12 January
Mini talks
This popular format allows any of our members to speak for five or ten minutes about
some aspect of their work, or particular projects, which they feel would be of interest
to the audience.
2 February
Unfortunately tonights meeting has been cancelled as Janet
Williams has decided, with great regret, that she will not be able to make it tonight
to speak to the YAWA due to the weather conditions.
2
March
Helen Douglas, book artist and publisher
Dr Helen Douglas has been at the forefront of artists’ book making and publishing
since establishing Weproductions with Telfer Stokes in the early 1970s. In this
talk she will give an overview of her publications, discussing approaches to book
making and the importance of visual narrative in her work.
Her books, primarily visual with embodied texts, engage with
book structures, photography and printing to develop visual narrative and poetry.
Encouraging new ways of reading, her work engages with the book as a place for contemplation
and visual beauty. Published by Nexus Press, Atlanta, Pocketbooks, Edinburgh and
Weproductions, Yarrow, her book works are widely distributed and exhibited in Europe
and the US and have contributed to the developing genre of Book Art. Helen Douglas
lives and works in Scotland and teaches on the MA Book Arts course at Camberwell,
The University of the Arts in London
6 April
David Pearl
David Pearl is a Canadian artist and has been working from a base in Wales for the
last 25 years. His work is principally site specific for architecture and the public
space. The work is often collaborative, frequently involving his partner Amber Hiscott
as well as engineers, poets and landscape architects. He is currently working with
the City of Toronto as artist on the design team for a new park on a semi industrial
site in the city.
11 May
Paul Young, ceramics
Paul Young was introduced to early English slipware on a college visit to the City
Museum, Stoke on Trent. It blew him away! The honesty, life and warmth of the pots
moved him deeply. Slipware is England’s oldest and liveliest form of pottery and
Paul’s work derives from this fine tradition. His range of slipware, including tableware
and figurative pieces, is influenced by folk art and decorated with birds, animals
and people.
1 June
Charles Morris
Charles Morris will talk about his unorthodox route into architecture. He will describe
the pain and pleasure he has derived from making buildings throughout the British
Isles, and why after more than 35 years, he is grateful for the past, and happy
and hopeful for the time being.
6 July
Visit to Markenfield Hall
*
Markenfield Hall is a moated 14th century mediaeval house, 3 miles south of Ripon. Built around 1310 for the Markenfield family, it witnessed the invasion of the Scots
in 1317, and the Rising of the North in 1569. As a punishment for the Rising, Queen
Elizabeth seized the Hall, and it became the working farm which it still is today.
It is a Grade 1 listed building, but is rarely open.
7 September
Simon Lawrence, private press printer
Simon Lawrence runs his Fleece Press from a rural barn on the pretty side of Barnsley
and specialises in printing and publishing books about wood-engravers and printmakers,
as well as miniature books. Most of his 65 or 70 books in the past 29 years have
been hand-printed in a painfully slow manner; all display love and care in their
production.
5 October
Lucy Goffin, textile artist
Lucy Goffin's work is constructed by piecing together fine textured fabrics, richly
coloured or sometimes understated and subtle. With a strong sculptural interest
and a sense for intricate detail, many stitched, layered and applied methods are
used in the construction of her work. Her repertoire includes large works for public
spaces, jackets and waistcoats commissioned by individuals, pictures and smaller
works.
2 November
Gavin Stamp, architectural historian
Yorkshire Museum, Museum Gardens, York In association with York Museums Trust
The Art of Death: Memorial and cemetery architecture of the Great War.
Gavin Stamp, well known architectural historian and writer, will discuss the cemeteries
and memorials of the Great War with an emphasis on their sculpture and garden design
as well as architecture.
7 December
Ben Arnup, ceramics
For the past twenty years, Ben has been producing slab-constructed, stoneware ceramics
that play with the viewers’ perception of space - trompe l’œil. Benefiting from
an Arts Council Grant, during 2008 Ben has undertaken research into distressed clay
techniques. This has resulted in entirely new methods of working, and the development
of more organic, natural forms that result from clay being taken to its limits whilst
still retaining physical integrity.
The talk will be preceded by a brief AGM and followed by our seasonal celebrations.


- Work request: If a line in the records below contains the word "boxes", copy it.

- Record extracts:
↓↓↓

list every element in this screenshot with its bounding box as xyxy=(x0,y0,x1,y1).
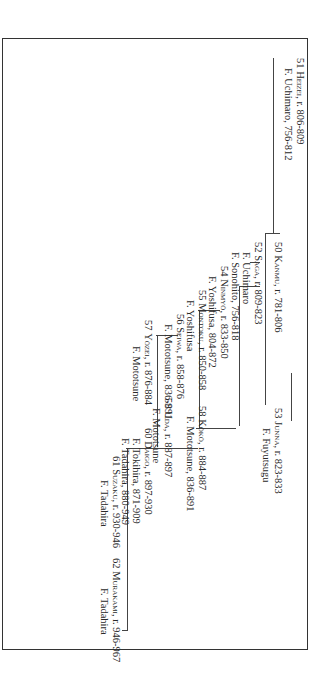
emperor-node-suzaku: 61 Suzaku, r. 930-946 F. Tadahira xyxy=(99,456,122,548)
emperor-node-ninmyo: 54 Ninmyō, r. 833-850 F. Yoshifusa, 804-… xyxy=(207,266,230,368)
connector xyxy=(291,373,292,421)
connector xyxy=(266,233,280,234)
emperor-node-koko: 58 Kōkō, r. 884-887 F. Mototsune, 836-89… xyxy=(185,406,208,511)
connector xyxy=(265,233,266,405)
connector xyxy=(127,520,128,630)
emperor-node-heizei: 51 Heizei, r. 806-809 F. Uchimaro, 756-8… xyxy=(283,58,306,160)
emperor-node-yozei: 57 Yōzei, r. 876-884 F. Mototsune xyxy=(131,320,154,405)
connector xyxy=(122,630,128,631)
emperor-node-kanmu: 50 Kanmu, r. 781-806 xyxy=(273,242,285,333)
emperor-node-junna: 53 Junna, r. 823-833 F. Fuyutsugu xyxy=(261,408,284,494)
emperor-node-murakami: 62 Murakami, r. 946-967 F. Tadahira xyxy=(99,558,122,662)
emperor-node-uda: 59 Uda, r. 887-897 F. Mototsune xyxy=(151,398,174,477)
connector xyxy=(273,58,274,233)
emperor-node-daigo: 60 Daigo, r. 897-930 F. Tokihira, 871-90… xyxy=(120,428,155,525)
emperor-node-montoku: 55 Montoku, r. 850-858 F. Yoshifusa xyxy=(185,290,208,390)
succession-chart: 50 Kanmu, r. 781-806 51 Heizei, r. 806-8… xyxy=(2,38,308,650)
emperor-node-saga: 52 Saga, r. 809-823 F. Uchimaro F. Sonoh… xyxy=(230,242,265,340)
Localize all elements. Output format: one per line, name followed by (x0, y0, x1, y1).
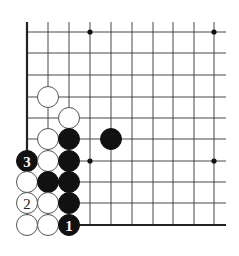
black-stone-icon (38, 172, 59, 193)
stone-white (17, 172, 38, 193)
stone-black (38, 172, 59, 193)
white-stone-icon (38, 193, 59, 214)
white-stone-icon (59, 108, 80, 129)
white-stone-icon (38, 129, 59, 150)
stone-black-move-1: 1 (59, 215, 80, 236)
black-stone-icon (59, 193, 80, 214)
stone-white (59, 108, 80, 129)
move-number-label: 2 (23, 196, 31, 212)
board-grid (27, 22, 226, 225)
star-point-icon (211, 29, 216, 34)
stone-black (59, 172, 80, 193)
go-board-diagram: 321 (0, 0, 239, 256)
stone-white (38, 215, 59, 236)
stone-black (59, 193, 80, 214)
move-number-label: 3 (23, 154, 31, 170)
stone-black (101, 129, 122, 150)
black-stone-icon (101, 129, 122, 150)
stone-white (38, 129, 59, 150)
white-stone-icon (38, 215, 59, 236)
black-stone-icon (59, 151, 80, 172)
stone-white (38, 151, 59, 172)
white-stone-icon (38, 87, 59, 108)
white-stone-icon (17, 215, 38, 236)
stone-white (38, 87, 59, 108)
star-point-icon (87, 158, 92, 163)
stone-white (38, 193, 59, 214)
star-point-icon (87, 29, 92, 34)
white-stone-icon (38, 151, 59, 172)
stone-black (59, 151, 80, 172)
black-stone-icon (59, 172, 80, 193)
stone-black (59, 129, 80, 150)
white-stone-icon (17, 172, 38, 193)
move-number-label: 1 (65, 218, 73, 234)
stone-white-move-2: 2 (17, 193, 38, 214)
stone-white (17, 215, 38, 236)
star-point-icon (211, 158, 216, 163)
stone-black-move-3: 3 (17, 151, 38, 172)
black-stone-icon (59, 129, 80, 150)
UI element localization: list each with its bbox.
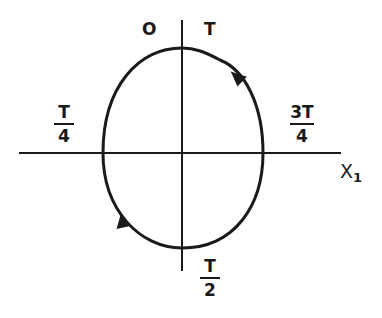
fraction-bar [290, 123, 314, 125]
axis-label-subscript: 1 [353, 170, 362, 185]
origin-label: O [142, 21, 156, 38]
fraction-numerator: T [204, 258, 216, 275]
axis-label-main: X [340, 160, 353, 182]
arrow-down-icon [113, 213, 134, 234]
fraction-bar [200, 277, 220, 279]
fraction-denominator: 4 [58, 128, 70, 145]
x1-axis-label: X1 [340, 160, 362, 185]
fraction-numerator: T [58, 104, 70, 121]
period-label: T [204, 21, 216, 38]
quarter-period-label: T 4 [54, 104, 74, 145]
fraction-bar [54, 123, 74, 125]
three-quarter-period-label: 3T 4 [290, 104, 314, 145]
fraction-denominator: 2 [204, 282, 216, 299]
half-period-label: T 2 [200, 258, 220, 299]
orbit-diagram [0, 0, 382, 318]
fraction-numerator: 3T [290, 104, 313, 121]
fraction-denominator: 4 [296, 128, 308, 145]
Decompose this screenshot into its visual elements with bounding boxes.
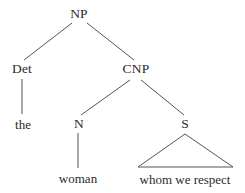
edge-cnp-to-n (81, 80, 130, 115)
edge-np-to-det (24, 23, 72, 60)
terminal-woman: woman (59, 172, 97, 185)
node-cnp: CNP (123, 62, 150, 76)
node-np: NP (70, 7, 88, 21)
syntax-tree-figure: NP Det CNP the N S woman whom we respect (0, 0, 245, 193)
node-s: S (181, 117, 189, 131)
edge-np-to-cnp (87, 23, 134, 60)
node-n: N (74, 117, 84, 131)
s-triangle-icon (138, 134, 233, 167)
node-det: Det (12, 62, 32, 76)
edge-cnp-to-s (141, 80, 184, 115)
terminal-clause: whom we respect (140, 173, 231, 186)
terminal-the: the (15, 118, 31, 131)
tree-edges-canvas (0, 0, 245, 193)
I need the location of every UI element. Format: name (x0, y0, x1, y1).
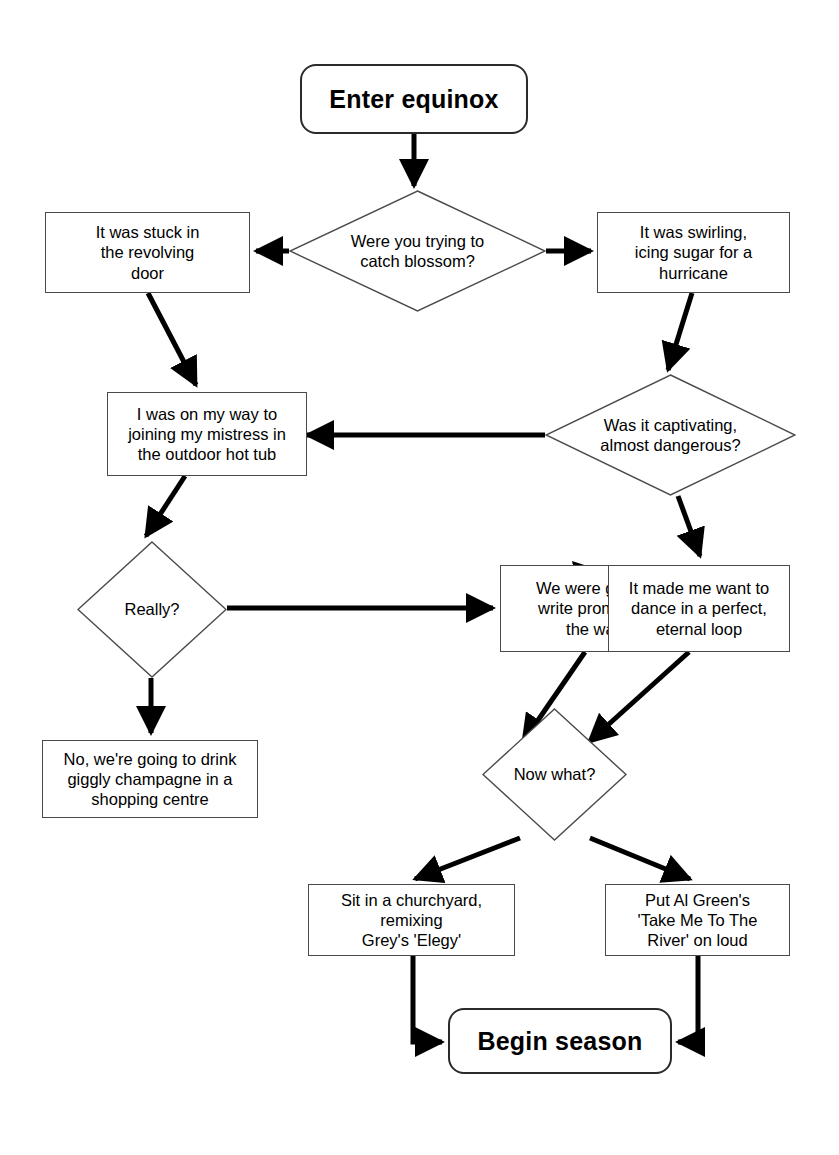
node-al-green-take-me-to-the-river[interactable]: Put Al Green's 'Take Me To The River' on… (605, 884, 790, 956)
edge-revolving-to-hottub (148, 293, 196, 385)
node-decision-really[interactable]: Really? (77, 541, 227, 678)
node-label: Now what? (514, 764, 596, 784)
edge-swirling-to-d2 (668, 293, 692, 370)
node-churchyard-greys-elegy[interactable]: Sit in a churchyard, remixing Grey's 'El… (308, 884, 515, 956)
node-end-begin-season[interactable]: Begin season (448, 1008, 672, 1074)
edge-algreen-to-end (678, 956, 698, 1042)
node-label: Were you trying to catch blossom? (351, 231, 485, 271)
node-label: It was swirling, icing sugar for a hurri… (635, 222, 752, 282)
node-label: No, we're going to drink giggly champagn… (64, 749, 237, 809)
node-label: Was it captivating, almost dangerous? (600, 415, 740, 455)
node-start-enter-equinox[interactable]: Enter equinox (300, 64, 528, 134)
edge-d2-to-dance (678, 496, 700, 556)
node-label: I was on my way to joining my mistress i… (128, 404, 286, 464)
node-dance-eternal-loop[interactable]: It made me want to dance in a perfect, e… (608, 565, 790, 652)
edge-hottub-to-d3 (146, 476, 185, 536)
node-giggly-champagne[interactable]: No, we're going to drink giggly champagn… (42, 740, 258, 818)
node-label: Enter equinox (329, 84, 498, 115)
node-revolving-door[interactable]: It was stuck in the revolving door (45, 212, 250, 293)
node-label: It was stuck in the revolving door (96, 222, 200, 282)
edge-d4-to-algreen (590, 838, 690, 879)
node-label: Sit in a churchyard, remixing Grey's 'El… (341, 890, 482, 950)
node-label: Put Al Green's 'Take Me To The River' on… (638, 890, 758, 950)
node-decision-now-what[interactable]: Now what? (482, 708, 627, 841)
node-outdoor-hot-tub[interactable]: I was on my way to joining my mistress i… (107, 392, 307, 476)
edge-churchyard-to-end (413, 956, 442, 1042)
node-label: It made me want to dance in a perfect, e… (629, 578, 769, 638)
node-swirling-icing-sugar[interactable]: It was swirling, icing sugar for a hurri… (597, 212, 790, 293)
flowchart-canvas: Enter equinox Were you trying to catch b… (0, 0, 839, 1155)
node-decision-captivating[interactable]: Was it captivating, almost dangerous? (545, 374, 796, 496)
node-label: Really? (124, 599, 179, 619)
node-label: Begin season (478, 1026, 643, 1057)
edge-d4-to-churchyard (415, 838, 520, 879)
node-decision-catch-blossom[interactable]: Were you trying to catch blossom? (289, 190, 546, 312)
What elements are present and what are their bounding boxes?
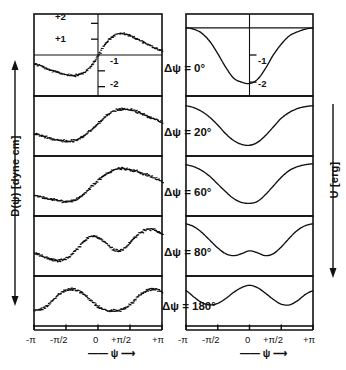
left-ytick-minus2: -2 [110,78,118,89]
row-label-0: Δψ = 0° [164,62,205,74]
xtick-right-3: +π/2 [263,334,283,345]
left-ytick-plus1: +1 [55,33,66,44]
panel-frame-left-3 [34,216,162,276]
xtick-right-0: -π [178,334,188,345]
right-ytick-minus2: -2 [258,78,266,89]
x-axis-caption-left: —— ψ ⟶ [88,348,135,359]
xtick-left-1: -π/2 [50,334,68,345]
right-ytick-minus1: -1 [258,55,266,66]
figure-root: D(ψ) [dyne cm] U [erg] Δψ = 0° Δψ = 20° … [0,0,346,370]
left-column-panels [34,14,164,326]
left-ytick-minus1: -1 [110,55,118,66]
xtick-left-3: +π/2 [111,334,131,345]
curve-D-psi-row-1 [34,108,163,142]
row-label-4: Δψ = 180° [162,300,216,312]
xtick-right-2: 0 [245,334,250,345]
panel-frame-left-2 [34,156,162,216]
xtick-left-4: +π [152,334,164,345]
row-label-1: Δψ = 20° [164,126,211,138]
row-label-2: Δψ = 60° [164,186,211,198]
curve-D-psi-row-2 [34,167,164,202]
row-label-3: Δψ = 80° [164,246,211,258]
x-axis-caption-right: —— ψ ⟶ [240,348,287,359]
plot-grid [0,0,346,370]
curve-D-psi-row-4 [34,288,163,312]
xtick-right-1: -π/2 [202,334,220,345]
left-ytick-plus2: +2 [55,11,66,22]
xtick-left-0: -π [26,334,36,345]
curve-D-psi-row-3 [34,229,163,262]
panel-frame-left-1 [34,96,162,156]
xtick-left-2: 0 [93,334,98,345]
xtick-right-4: +π [303,334,315,345]
right-column-panels [186,14,313,326]
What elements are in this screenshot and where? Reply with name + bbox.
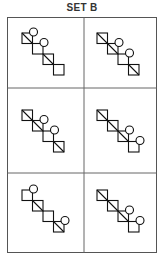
diagonal-line bbox=[108, 201, 119, 212]
diagonal-line bbox=[97, 190, 108, 201]
diagonal-line bbox=[54, 142, 65, 153]
figure-cell-3 bbox=[22, 110, 64, 152]
figure-cell-6 bbox=[97, 190, 144, 232]
circle-shape bbox=[136, 217, 144, 225]
circle-shape bbox=[40, 116, 48, 124]
diagonal-line bbox=[129, 65, 140, 76]
circle-shape bbox=[30, 28, 38, 36]
circle-shape bbox=[30, 185, 38, 193]
diagonal-line bbox=[97, 110, 108, 121]
diagonal-line bbox=[43, 54, 54, 65]
diagonal-line bbox=[33, 201, 44, 212]
circle-shape bbox=[40, 39, 48, 47]
circle-shape bbox=[51, 126, 59, 134]
circle-shape bbox=[136, 137, 144, 145]
figure-grid bbox=[0, 0, 164, 255]
circle-shape bbox=[126, 206, 134, 214]
circle-shape bbox=[126, 49, 134, 57]
circle-shape bbox=[115, 39, 123, 47]
square-shape bbox=[54, 65, 65, 76]
figure-cell-5 bbox=[22, 185, 69, 232]
grid-frame bbox=[8, 18, 157, 253]
circle-shape bbox=[61, 217, 69, 225]
square-shape bbox=[43, 211, 54, 222]
figure-cell-2 bbox=[97, 33, 139, 75]
circle-shape bbox=[126, 126, 134, 134]
diagonal-line bbox=[97, 33, 108, 44]
diagonal-line bbox=[108, 121, 119, 132]
figure-cell-4 bbox=[97, 110, 144, 152]
figure-cell-1 bbox=[22, 28, 64, 75]
diagonal-line bbox=[22, 110, 33, 121]
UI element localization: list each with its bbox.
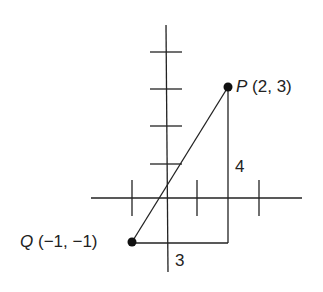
horizontal-leg-label: 3 bbox=[175, 252, 184, 269]
coordinate-diagram: P (2, 3) Q (−1, −1) 4 3 bbox=[0, 0, 323, 292]
point-p-label: P (2, 3) bbox=[236, 78, 292, 95]
point-q-label: Q (−1, −1) bbox=[20, 233, 98, 250]
point-q bbox=[128, 238, 137, 247]
vertical-leg-label: 4 bbox=[235, 158, 244, 175]
point-p bbox=[224, 83, 233, 92]
segment-pq bbox=[132, 87, 228, 242]
y-axis bbox=[166, 25, 168, 272]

↑↑↑

- Exercise solution:
Decompose this screenshot into its visual elements with bounding boxes.
What elements are present and what are their bounding boxes?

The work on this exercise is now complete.